=== Work item ===
If a line of the listing contains the string "cell", return that line.

=== The input ===
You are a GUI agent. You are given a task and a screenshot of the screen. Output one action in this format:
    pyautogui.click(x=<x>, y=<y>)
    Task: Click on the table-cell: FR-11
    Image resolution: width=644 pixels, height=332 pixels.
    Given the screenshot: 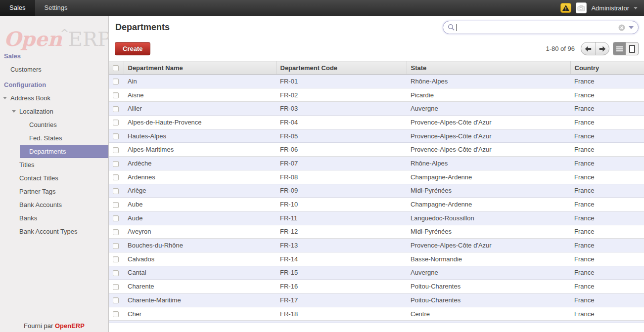 What is the action you would take?
    pyautogui.click(x=341, y=218)
    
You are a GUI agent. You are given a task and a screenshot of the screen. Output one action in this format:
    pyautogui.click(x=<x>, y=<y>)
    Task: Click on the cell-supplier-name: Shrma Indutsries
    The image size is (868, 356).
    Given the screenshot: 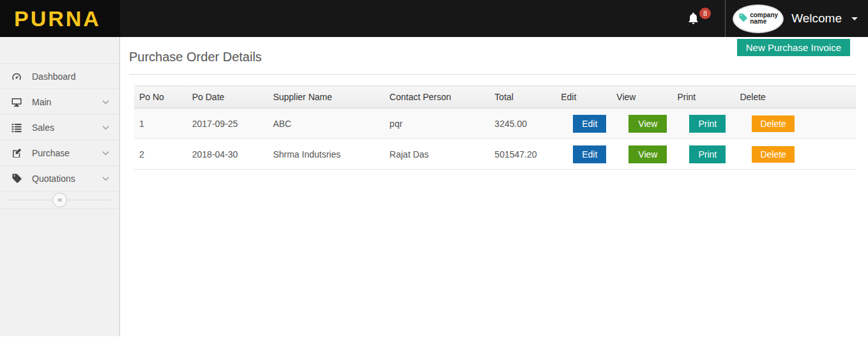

=== Solution to the exercise ===
    Task: Click on the table-cell: FR-11
    Task: Click on the cell-supplier-name: Shrma Indutsries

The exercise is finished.